BC in decent shape
Kirk Penton - Apr 30, 2020 - Biz Releases

Photo: The Canadian Press

B.C. has a chance to emerge financially better from the COVID-19 pandemic than every other Canadian province, according to one of the country’s leading economists.

Douglas Porter, who is BMO’s chief economist and managing director, told an Urban Development Institute Okanagan webinar on Thursday that the province has a variety of factors going for it when it comes to dealing with the worst economic disaster to hit the planet in the last century.

“We would be a bit more upbeat on B.C. in terms of its rebound next year,” Porter said. “B.C. is in better fiscal position. It’s not an energy exporter. It’s not an oil exporter. It also was a little less affected than Quebec or Ontario by the virus. We just feel B.C. has better underlying fundamentals than most of the rest of the country.”

Porter sees the province ending up in the middle of the pack when it comes to the pandemic’s negative economic impact; he projects B.C.’s gross domestic product to drop by 5.5% in 2020. The provinces that are getting the double whammy of the pandemic and oil woes—Alberta, Saskatchewan, and Newfoundland and Labrador—will be hardest hit, according to Porter.

“Before this ever happened, we had long been of the view that B.C. had the best medium-term prospects for a variety of reasons, whether it’s the fiscal situation or whether it’s the underlying industry breakdown in B.C.,” Porter said. “For a variety of reasons, we just believe B.C. has the best medium-term growth and we still believe that.”

That, of course, is looking at the glass like it’s half full. The reality is there’s hardly anything in the glass, and what’s in there will soon evaporate. To put the pandemic’s economic impact into perspective, Porter noted that when the global economy tanked in 2009, it went down about 0.2%. COVID-19 will deliver a 3% blow this time around.

Porter must have been in a good mood on Thursday, though, because he kept bringing up reasons why Canada and North America will fare better than other parts of the world when the rebound happens. The Canadian economy was already strong, the Bank of Canada is essentially bankrolling the $200 billion price tag from federal government subsidies, and the interest rate on the money that Ottawa is borrowing for those payments is only 0.6%.

“In some ways we were lucky—and I know it sounds bizarre to talk about being lucky—but we were lucky that this happened when it did, when real interest rates were negative and when long-term borrowing costs were extremely low,” Porter said. “Had this happened in the 80 or the 90s or even the 2000s, we would have been in incredibly tough situation when interest rates were much, much higher.”

The Bank of Canada’s quantitative easing, which is essentially printing money, can’t happen too long, and Porter reminded those on the call that the federal programs will take the country until only June. The hole gets deeper if the economy remains stagnant well into the summer.

Porter and his team predict Canada’s economy will plummet by 6% this year but then rebound by 6.5% in 2021. However, he said some sectors, like travel and hospitality, could need years to get back to normal.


▶ [ABOUT THIS TASK]: Go through the lines of the material and tally those with the string "xlabel"; reply with the number alone.
———
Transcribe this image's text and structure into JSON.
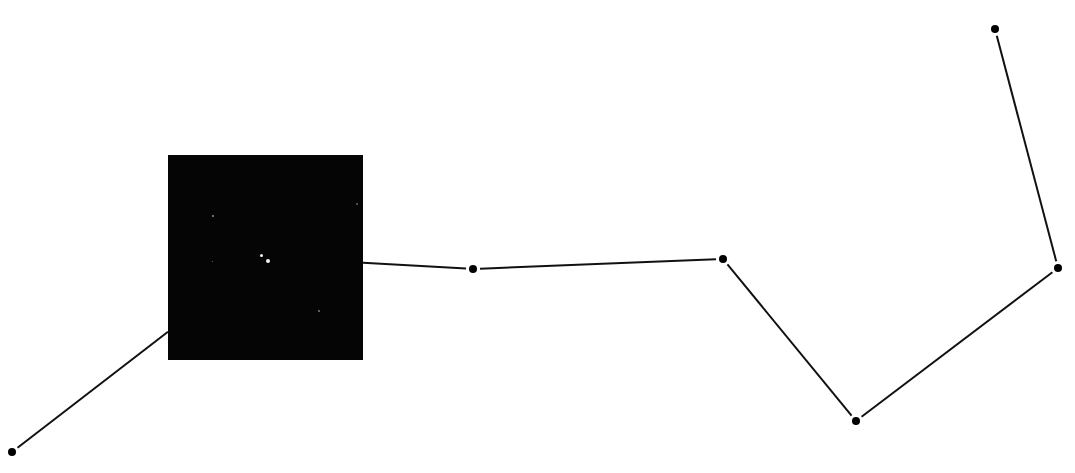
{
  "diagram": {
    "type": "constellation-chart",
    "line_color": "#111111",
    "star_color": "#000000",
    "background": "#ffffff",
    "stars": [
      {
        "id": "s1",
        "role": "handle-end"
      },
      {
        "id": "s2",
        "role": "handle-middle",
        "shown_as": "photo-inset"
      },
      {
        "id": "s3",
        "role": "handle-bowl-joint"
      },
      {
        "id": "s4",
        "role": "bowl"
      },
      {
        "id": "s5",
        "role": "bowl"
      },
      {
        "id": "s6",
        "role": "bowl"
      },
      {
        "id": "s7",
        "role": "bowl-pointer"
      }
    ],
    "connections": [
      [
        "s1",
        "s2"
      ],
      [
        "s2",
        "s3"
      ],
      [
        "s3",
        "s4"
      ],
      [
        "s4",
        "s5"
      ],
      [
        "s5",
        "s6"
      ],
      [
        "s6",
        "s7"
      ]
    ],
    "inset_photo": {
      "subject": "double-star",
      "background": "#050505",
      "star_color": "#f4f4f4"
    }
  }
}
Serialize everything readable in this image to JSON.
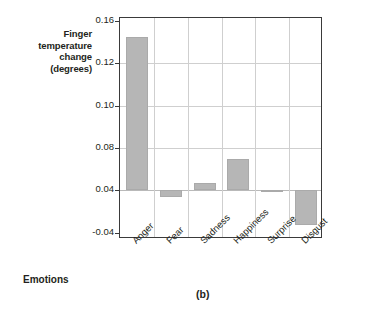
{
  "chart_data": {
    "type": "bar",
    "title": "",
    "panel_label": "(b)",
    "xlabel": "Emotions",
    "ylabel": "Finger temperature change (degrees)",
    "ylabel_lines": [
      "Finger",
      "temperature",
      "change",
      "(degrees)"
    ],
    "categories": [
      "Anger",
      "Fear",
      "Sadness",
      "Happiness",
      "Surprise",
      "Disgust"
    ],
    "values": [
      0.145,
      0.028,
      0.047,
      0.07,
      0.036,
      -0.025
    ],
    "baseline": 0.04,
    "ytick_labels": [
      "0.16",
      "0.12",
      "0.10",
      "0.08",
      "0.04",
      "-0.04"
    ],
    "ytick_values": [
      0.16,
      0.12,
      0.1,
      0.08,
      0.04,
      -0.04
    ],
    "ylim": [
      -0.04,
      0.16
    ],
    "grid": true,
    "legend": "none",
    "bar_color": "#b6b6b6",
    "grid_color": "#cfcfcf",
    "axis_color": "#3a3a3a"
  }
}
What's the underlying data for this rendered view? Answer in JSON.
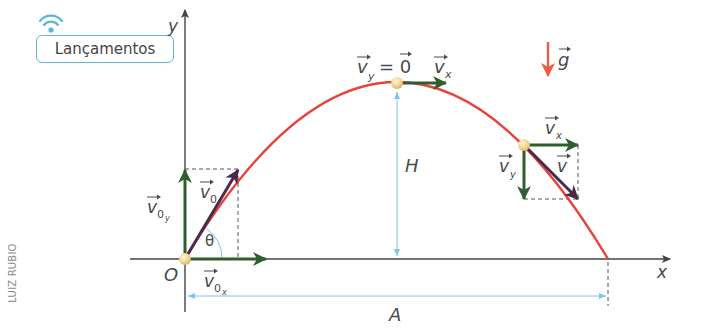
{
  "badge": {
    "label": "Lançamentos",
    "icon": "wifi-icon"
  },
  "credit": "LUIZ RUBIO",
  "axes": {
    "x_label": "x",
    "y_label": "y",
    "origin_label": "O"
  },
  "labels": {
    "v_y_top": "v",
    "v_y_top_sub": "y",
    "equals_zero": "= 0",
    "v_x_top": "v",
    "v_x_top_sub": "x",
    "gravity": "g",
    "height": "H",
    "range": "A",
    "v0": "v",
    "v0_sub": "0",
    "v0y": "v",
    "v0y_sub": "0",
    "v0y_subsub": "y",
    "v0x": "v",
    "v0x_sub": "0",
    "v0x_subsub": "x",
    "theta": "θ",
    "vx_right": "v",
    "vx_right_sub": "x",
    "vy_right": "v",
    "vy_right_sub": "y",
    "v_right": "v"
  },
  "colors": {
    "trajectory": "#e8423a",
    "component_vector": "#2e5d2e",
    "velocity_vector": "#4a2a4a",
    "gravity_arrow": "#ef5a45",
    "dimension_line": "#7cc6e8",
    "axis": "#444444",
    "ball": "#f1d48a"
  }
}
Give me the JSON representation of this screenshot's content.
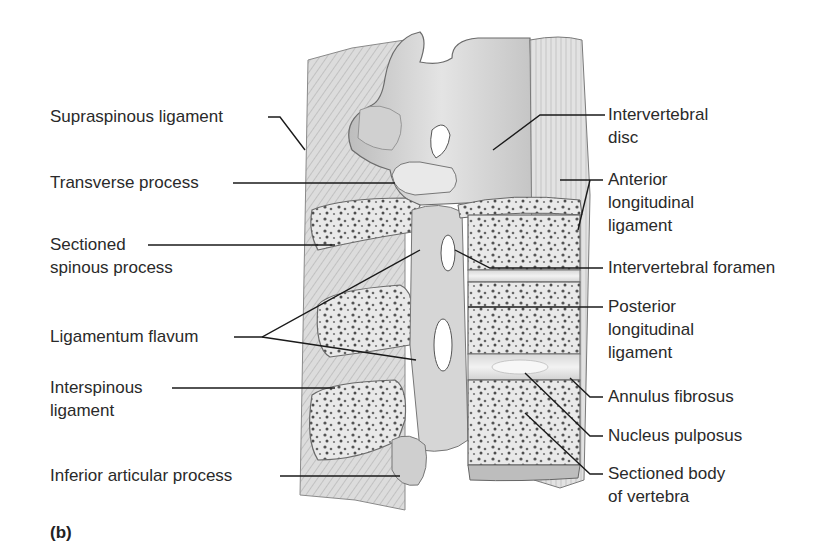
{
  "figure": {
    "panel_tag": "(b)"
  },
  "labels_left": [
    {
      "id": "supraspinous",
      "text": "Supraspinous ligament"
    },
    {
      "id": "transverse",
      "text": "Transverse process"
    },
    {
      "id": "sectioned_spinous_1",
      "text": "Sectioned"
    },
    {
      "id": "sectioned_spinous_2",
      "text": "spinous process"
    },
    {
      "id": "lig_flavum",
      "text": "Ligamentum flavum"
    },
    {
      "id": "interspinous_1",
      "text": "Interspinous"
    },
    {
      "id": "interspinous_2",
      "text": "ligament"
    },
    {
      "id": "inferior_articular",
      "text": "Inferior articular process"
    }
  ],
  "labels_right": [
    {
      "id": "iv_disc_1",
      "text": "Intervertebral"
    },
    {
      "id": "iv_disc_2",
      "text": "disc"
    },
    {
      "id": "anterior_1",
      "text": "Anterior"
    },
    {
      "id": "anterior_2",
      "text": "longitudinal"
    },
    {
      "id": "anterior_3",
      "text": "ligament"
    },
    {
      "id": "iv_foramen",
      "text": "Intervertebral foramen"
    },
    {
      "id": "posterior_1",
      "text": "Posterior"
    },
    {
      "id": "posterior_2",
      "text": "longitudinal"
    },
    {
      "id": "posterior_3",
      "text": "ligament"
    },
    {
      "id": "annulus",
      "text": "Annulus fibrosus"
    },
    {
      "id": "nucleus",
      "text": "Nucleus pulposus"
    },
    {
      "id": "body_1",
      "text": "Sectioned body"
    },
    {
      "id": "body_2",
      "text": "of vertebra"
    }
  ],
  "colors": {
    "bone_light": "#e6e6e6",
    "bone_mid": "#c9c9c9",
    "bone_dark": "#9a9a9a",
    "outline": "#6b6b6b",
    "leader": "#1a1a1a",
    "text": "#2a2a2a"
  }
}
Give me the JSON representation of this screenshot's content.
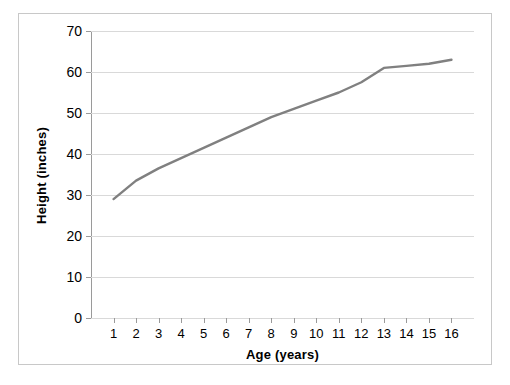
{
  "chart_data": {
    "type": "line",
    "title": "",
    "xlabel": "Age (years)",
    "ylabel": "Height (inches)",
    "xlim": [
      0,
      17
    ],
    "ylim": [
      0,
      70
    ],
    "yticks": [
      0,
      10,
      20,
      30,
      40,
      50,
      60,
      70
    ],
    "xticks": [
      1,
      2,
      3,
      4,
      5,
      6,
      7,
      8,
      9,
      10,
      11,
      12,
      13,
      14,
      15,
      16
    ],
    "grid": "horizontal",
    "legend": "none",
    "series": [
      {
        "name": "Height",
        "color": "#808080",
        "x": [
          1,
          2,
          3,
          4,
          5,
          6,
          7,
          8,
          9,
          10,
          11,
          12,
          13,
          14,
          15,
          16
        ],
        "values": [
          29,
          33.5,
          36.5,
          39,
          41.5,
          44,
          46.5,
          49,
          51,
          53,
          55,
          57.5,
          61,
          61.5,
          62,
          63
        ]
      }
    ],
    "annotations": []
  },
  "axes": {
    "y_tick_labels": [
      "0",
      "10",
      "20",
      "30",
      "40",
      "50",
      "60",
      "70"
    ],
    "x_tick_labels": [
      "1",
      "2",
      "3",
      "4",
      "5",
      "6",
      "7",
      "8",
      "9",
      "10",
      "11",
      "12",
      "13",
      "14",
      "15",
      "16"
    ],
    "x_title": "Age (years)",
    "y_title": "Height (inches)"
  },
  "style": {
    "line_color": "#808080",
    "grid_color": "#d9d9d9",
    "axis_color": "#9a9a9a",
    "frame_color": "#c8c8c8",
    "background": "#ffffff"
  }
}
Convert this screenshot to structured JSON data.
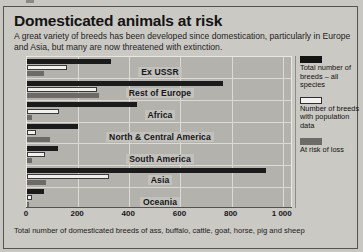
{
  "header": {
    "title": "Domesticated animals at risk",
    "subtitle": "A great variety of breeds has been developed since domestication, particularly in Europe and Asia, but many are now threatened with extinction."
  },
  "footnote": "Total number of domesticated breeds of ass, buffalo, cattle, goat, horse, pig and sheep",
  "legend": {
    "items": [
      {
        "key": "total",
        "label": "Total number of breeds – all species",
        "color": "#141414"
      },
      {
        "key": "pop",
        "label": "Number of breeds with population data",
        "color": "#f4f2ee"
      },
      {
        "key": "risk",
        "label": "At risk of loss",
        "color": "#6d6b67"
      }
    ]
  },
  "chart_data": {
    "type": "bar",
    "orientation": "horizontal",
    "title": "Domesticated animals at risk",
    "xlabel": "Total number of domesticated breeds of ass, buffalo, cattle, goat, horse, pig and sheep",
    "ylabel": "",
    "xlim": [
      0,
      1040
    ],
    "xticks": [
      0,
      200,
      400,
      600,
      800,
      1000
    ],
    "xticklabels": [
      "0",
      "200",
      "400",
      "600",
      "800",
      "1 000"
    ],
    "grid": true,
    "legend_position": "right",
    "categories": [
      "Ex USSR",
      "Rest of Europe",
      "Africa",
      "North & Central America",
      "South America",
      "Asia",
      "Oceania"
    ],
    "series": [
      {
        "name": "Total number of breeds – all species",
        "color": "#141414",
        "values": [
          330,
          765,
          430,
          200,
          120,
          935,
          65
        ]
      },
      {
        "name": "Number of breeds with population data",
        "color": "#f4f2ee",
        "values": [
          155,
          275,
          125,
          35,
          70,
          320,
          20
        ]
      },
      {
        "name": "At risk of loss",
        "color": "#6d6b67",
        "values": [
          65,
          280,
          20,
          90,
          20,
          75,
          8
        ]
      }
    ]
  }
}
———
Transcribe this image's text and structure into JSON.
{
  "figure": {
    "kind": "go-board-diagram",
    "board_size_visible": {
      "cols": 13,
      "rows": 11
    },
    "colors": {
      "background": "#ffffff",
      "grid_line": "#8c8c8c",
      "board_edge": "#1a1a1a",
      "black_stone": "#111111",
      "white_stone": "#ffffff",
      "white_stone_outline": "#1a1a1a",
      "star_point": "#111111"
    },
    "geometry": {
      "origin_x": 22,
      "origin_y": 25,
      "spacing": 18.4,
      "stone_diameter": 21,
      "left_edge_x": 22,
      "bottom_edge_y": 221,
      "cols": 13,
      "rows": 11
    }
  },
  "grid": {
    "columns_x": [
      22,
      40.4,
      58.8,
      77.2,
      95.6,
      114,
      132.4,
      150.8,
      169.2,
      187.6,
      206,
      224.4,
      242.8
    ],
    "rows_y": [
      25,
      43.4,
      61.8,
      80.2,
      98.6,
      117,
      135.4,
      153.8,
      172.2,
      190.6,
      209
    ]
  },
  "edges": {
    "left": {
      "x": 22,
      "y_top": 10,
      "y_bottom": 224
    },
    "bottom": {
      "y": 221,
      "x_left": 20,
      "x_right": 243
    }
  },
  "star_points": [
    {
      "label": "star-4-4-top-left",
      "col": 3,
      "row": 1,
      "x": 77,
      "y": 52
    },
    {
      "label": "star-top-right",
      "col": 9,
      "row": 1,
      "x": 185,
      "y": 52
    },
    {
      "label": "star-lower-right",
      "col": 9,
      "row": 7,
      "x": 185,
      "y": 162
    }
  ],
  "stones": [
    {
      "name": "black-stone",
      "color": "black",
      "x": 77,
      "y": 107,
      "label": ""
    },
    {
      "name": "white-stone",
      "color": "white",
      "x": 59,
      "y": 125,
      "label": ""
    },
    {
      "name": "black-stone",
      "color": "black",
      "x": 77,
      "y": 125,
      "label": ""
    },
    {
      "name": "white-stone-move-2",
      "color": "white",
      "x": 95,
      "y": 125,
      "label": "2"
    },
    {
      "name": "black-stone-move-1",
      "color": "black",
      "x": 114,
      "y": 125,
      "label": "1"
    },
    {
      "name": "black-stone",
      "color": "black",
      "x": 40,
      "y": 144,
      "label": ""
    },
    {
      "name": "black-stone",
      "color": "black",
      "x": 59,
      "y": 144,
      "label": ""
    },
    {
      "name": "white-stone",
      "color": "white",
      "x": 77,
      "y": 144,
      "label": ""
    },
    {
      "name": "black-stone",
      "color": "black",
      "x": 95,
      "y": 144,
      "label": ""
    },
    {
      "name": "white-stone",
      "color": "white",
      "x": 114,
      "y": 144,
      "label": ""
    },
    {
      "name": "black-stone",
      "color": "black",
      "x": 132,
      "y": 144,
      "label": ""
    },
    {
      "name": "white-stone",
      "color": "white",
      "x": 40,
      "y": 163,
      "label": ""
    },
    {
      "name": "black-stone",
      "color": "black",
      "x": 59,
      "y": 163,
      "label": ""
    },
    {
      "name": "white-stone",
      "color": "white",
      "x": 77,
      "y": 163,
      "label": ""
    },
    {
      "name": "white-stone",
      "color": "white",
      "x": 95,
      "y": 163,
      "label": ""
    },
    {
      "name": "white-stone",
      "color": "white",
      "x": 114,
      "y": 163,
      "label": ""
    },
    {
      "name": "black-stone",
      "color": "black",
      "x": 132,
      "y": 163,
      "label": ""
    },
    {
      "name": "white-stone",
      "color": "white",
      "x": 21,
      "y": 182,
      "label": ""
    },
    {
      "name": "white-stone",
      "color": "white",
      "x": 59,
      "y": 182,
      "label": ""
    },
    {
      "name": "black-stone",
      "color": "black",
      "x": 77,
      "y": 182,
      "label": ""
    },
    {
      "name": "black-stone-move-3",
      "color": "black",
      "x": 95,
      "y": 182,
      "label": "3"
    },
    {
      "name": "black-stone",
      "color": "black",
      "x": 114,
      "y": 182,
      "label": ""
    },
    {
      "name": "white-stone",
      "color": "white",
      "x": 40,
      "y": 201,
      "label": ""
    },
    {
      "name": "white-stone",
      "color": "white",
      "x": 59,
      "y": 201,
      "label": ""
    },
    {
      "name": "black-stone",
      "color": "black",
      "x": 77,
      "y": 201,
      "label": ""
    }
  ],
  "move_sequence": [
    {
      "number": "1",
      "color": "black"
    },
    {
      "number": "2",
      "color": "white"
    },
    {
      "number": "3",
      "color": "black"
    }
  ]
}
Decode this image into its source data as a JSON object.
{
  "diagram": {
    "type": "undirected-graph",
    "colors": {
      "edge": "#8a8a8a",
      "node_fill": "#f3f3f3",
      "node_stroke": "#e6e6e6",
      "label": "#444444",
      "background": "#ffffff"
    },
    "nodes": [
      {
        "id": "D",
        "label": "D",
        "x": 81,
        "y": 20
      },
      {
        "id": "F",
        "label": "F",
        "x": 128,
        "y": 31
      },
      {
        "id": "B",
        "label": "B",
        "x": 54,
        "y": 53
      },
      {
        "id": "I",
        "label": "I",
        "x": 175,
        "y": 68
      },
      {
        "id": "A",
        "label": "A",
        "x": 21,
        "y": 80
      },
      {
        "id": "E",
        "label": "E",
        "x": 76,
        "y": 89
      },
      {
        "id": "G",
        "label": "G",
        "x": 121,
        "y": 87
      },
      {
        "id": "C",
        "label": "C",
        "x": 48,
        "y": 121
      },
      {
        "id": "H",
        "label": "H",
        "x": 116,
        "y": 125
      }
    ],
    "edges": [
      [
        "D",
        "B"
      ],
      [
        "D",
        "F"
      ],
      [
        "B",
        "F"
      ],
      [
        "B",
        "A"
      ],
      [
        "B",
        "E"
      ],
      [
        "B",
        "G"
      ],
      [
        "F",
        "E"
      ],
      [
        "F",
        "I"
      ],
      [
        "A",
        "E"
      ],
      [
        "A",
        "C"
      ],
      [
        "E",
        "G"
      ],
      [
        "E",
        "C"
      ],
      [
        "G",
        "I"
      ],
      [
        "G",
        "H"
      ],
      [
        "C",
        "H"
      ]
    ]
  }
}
———
▶ [TASK ANSWER]: 3